What an odd realization. Him and Esau. Friends. That wasn’t how Kane had felt when he was about to be eaten by the torrafin, thanks to Esau’s shenanigans. Or when he’d plummeted towards the waves, because Esau had pushed him off the ship. Or when the man had thrown a dagger at face the day before. All things considered, Esau hadn’t babied or coddled or treated Kane all that well at all. He’d just been there to listen and shoot the breeze and argue and joke around and make things down here a bit more bearable.
Enough so to sometimes forget he was here.
Friendship was a peculiar thing. Perhaps it was something about Earth that Kane had forgotten certain parts of, or perhaps it was something he’d never known at all.
Kane wondered if he’d had many friends in life.
Esau’s eyes fluttered open with a start, the man taking a deep inhale that broke the pin-drop silence of the room. Kane held the man’s shoulders steady as the chef sat straight up in a spasm, patting his back slowly to calm him down. “Breathe, Esau, breathe…”
Kane reached for the white powder he’d set aside, finding himself surprised when he only touched air. He turned to see Lucian with the jar in his hand, already feeding its contents to a propped-up Tal. The unconscious man’s white skin had already begun to turn a sickly shade of purple.
“Oh fuck,” Esau breathed, pulling his eyes away from the display and his knees to his chest. “I… I poisoned the whole crew, didn’t I? Fuck, don’t hate me, fuck, fuck…”
Kane simply held Esau, steadying the man who shivered in his grasp. He didn’t really have anything to say to the guy. Sure, he could have said any number of things. How reckless it was for the guy to serve the entire crew a food they didn’t know was unsafe. How stupid it was to ignore the galley chest’s offering. How rude it was to dismiss all of Kane’s concerns. And how he still hadn’t gotten a proper apology from when Esau had nearly abandoned him to the torrafin.
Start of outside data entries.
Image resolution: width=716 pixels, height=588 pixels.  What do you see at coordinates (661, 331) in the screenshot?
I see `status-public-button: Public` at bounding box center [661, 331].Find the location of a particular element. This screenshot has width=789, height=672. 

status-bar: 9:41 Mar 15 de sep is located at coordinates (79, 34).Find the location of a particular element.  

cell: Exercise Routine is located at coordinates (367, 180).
But none of that really mattered for now.
He was kind of glad Esau wasn’t dead.
Tal came back to life with a halting gasp, sitting straight up. “Jesus— what the fuck, Esau?” He scanned the room for the chef, still clearly disoriented, and once he’d located him, he reached out a flexed hand. Esau flinched back, both of them knowing what was coming.
But nothing did.
In fact, Tal fell out of the chair as he made the motion, carried off-balance by his momentum.
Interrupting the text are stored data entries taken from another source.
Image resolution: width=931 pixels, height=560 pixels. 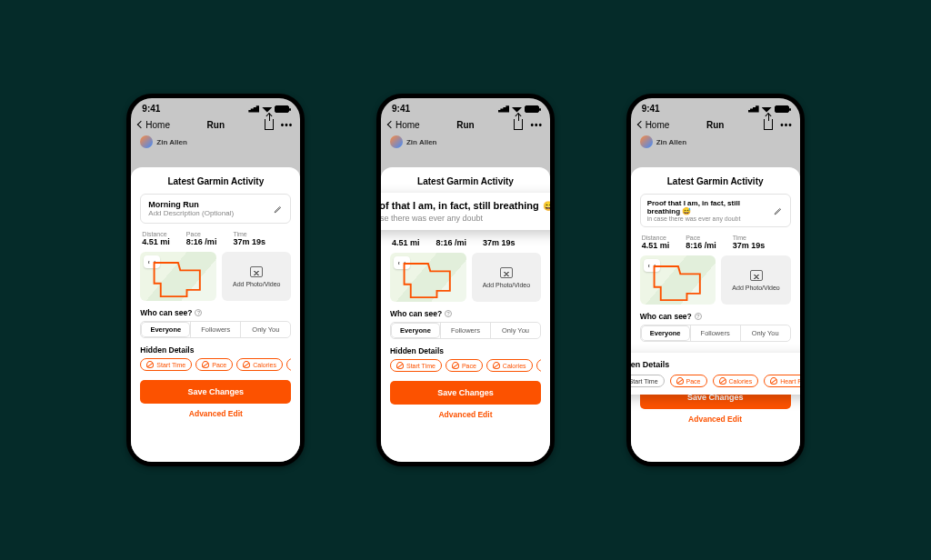 What do you see at coordinates (466, 314) in the screenshot?
I see `visibility-label: Who can see??` at bounding box center [466, 314]. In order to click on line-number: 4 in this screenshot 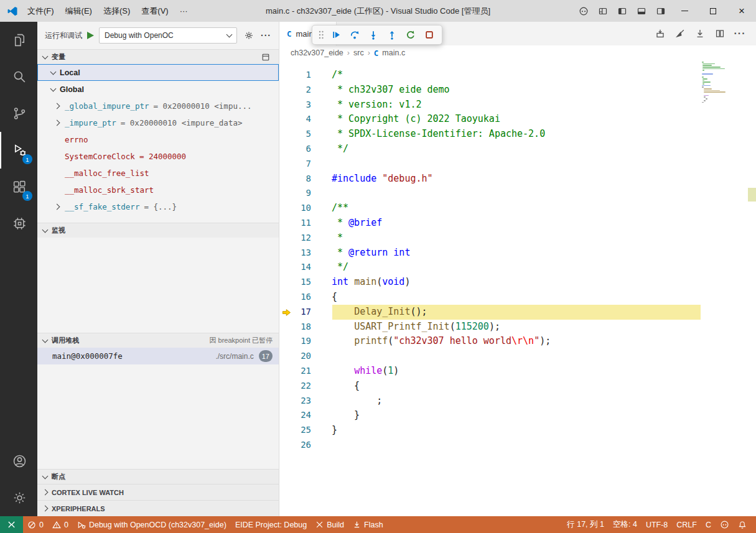, I will do `click(295, 119)`.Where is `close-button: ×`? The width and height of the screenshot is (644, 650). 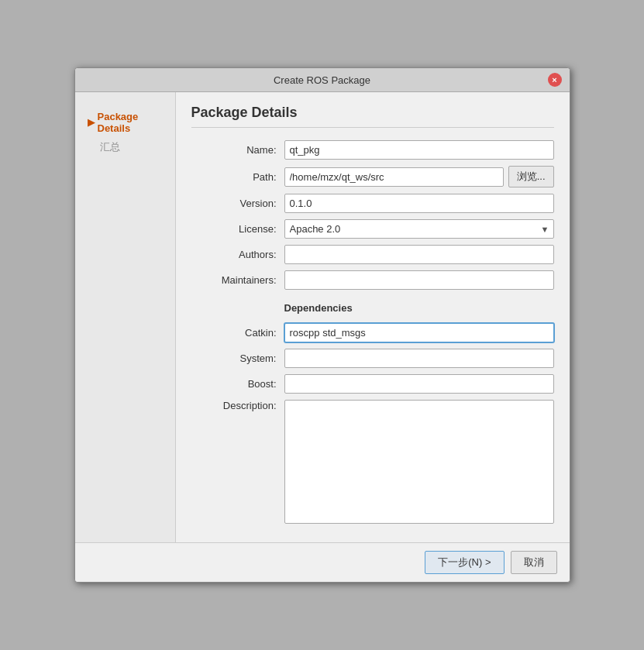 close-button: × is located at coordinates (555, 80).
Lucian, who had just finished flaking the powder onto Saul’s tongue, glanced over at his fallen friend with intrigue. Kane, meanwhile, noted how Saul’s skin had not only turned purple, but how it also had black veins spidering across it, as if the blood in his face were being siphoned away. It made a shiver crawl up Kane’s spine.
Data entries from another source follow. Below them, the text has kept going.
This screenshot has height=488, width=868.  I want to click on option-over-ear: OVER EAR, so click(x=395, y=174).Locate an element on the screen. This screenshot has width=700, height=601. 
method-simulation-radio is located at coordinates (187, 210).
Tal reached out towards Esau again and again, while Esau shivered, bracing himself for a telekinetic impact. But no dice. “Esau!” Tal shouted, far too loudly for the size of the cabin they were in. He grasped his wrist, turning his hand over and clenching and unclenching it before reaching out again.“What happened to my powers?!”
Esau withdrew from Kane, shifting away and snapping a finger. He snapped again, and again. “My fire isn’t working,” he whispered, eyes widening with the realization.
Saul sputtered and coughed, color returning to his skin as he pushed up from his spot on the deck. His eyes locked on Esau, and before the chef could say or do anything, the older man was unsheathing a scimitar from his back.
He pulled it out in front of him with a crisp, satisfying shing. However, instead of attacking, Saul simply stood in place.
Esau lowered his arms, which had been raised to helplessly protect him, and looked at Saul strangely, watching the man’s arms trembling. The scimitar crashed down to the floor, chipping it violently. Saul, whose face was turning red, heaved it up once again, readying himself to slice Esau in half, but he lost his balance, careening and crashing into a wall to the side. An empty picture frame fell on top of him, as if to rub it all in.
Out of the corner of his eye, Kane saw Tal’s pleading eyes meet Lucian’s gaze. But Lucian, despite everything, was smirking.